Weeks 6 to 8 are QA. We run test orders from each target market, check the checkout flow in each local currency and payment method, verify tax is collected correctly, verify duties are quoted correctly, and verify the customer experience end to end. This is also when the support team gets trained on the new markets and the return flows are validated.

Weeks 8 to 10 are the soft launch. We flip the markets on for a defined customer segment, usually existing email subscribers in the target country, watch conversion and support tickets closely, and fix whatever breaks. Full launch once the data looks clean.

Months 3 through 6 are optimization. Localized SEO content, paid search and social in the new markets, lifecycle email flows rewritten for each market, and the expansion of localized content down the long tail. This is where the compounding starts to show up in the data.

Months 6 through 12 are the next wave. Usually that means either going deeper in the first markets (local 3PL, local influencer work, local paid budgets) or adding the next 1 to 2 markets on the same pattern.

What we do, what we do not do

Pixeltree does the Shopify Markets build, the international SEO, the localization workflows, the 3PL and duties integration, the tax collection wiring, and the content work to make each market feel local. We coordinate with translators, tax counsel, and 3PLs, and we manage the project end to end.

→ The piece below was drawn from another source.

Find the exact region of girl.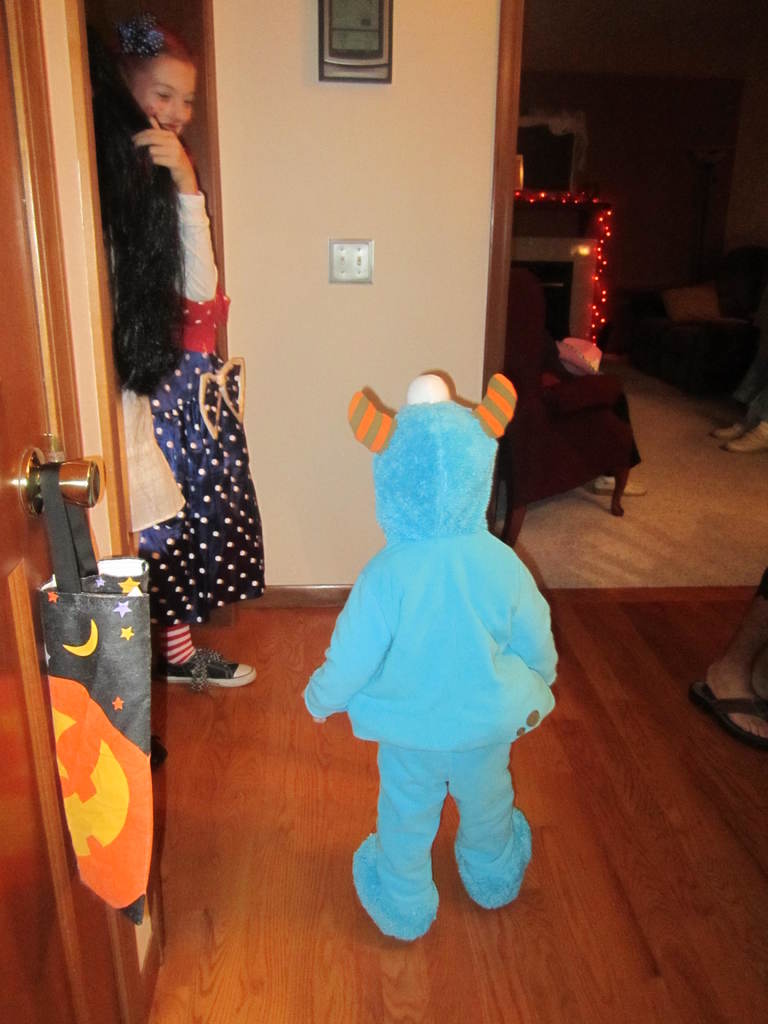
Exact region: <bbox>115, 19, 264, 691</bbox>.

We do not do tax filing, we do not act as a merchant of record, and we do not write translation copy ourselves. For those, we work with partners we trust and hand the pieces off cleanly.

Closing arrows

FAQ

Questions we hear most.

Follow the order data. If you're already seeing 3-5% of US revenue from Canada or UK, those are usually the cheapest first steps.
Shopify Markets for 90% of brands under $10M. Separate stores for $10M+ or when local content diverges substantially.
Usually Canada. Shared language, similar regulations, nearby logistics. UK and Australia are the next tiers up.
A clean Shopify Markets launch into 1-2 markets takes 6-10 weeks. More complex expansions run 3-6 months.
For tax collection and customer trust in some markets, yes. We coordinate with your tax counsel on entity and VAT registration.
DDP (delivered duty paid) dramatically reduces cart abandonment on international orders. Almost always worth the margin hit.

Let's see if we're a fit.

15 minutes. We'll tell you whether this service is the right call for where you are — and if not, we'll name what is.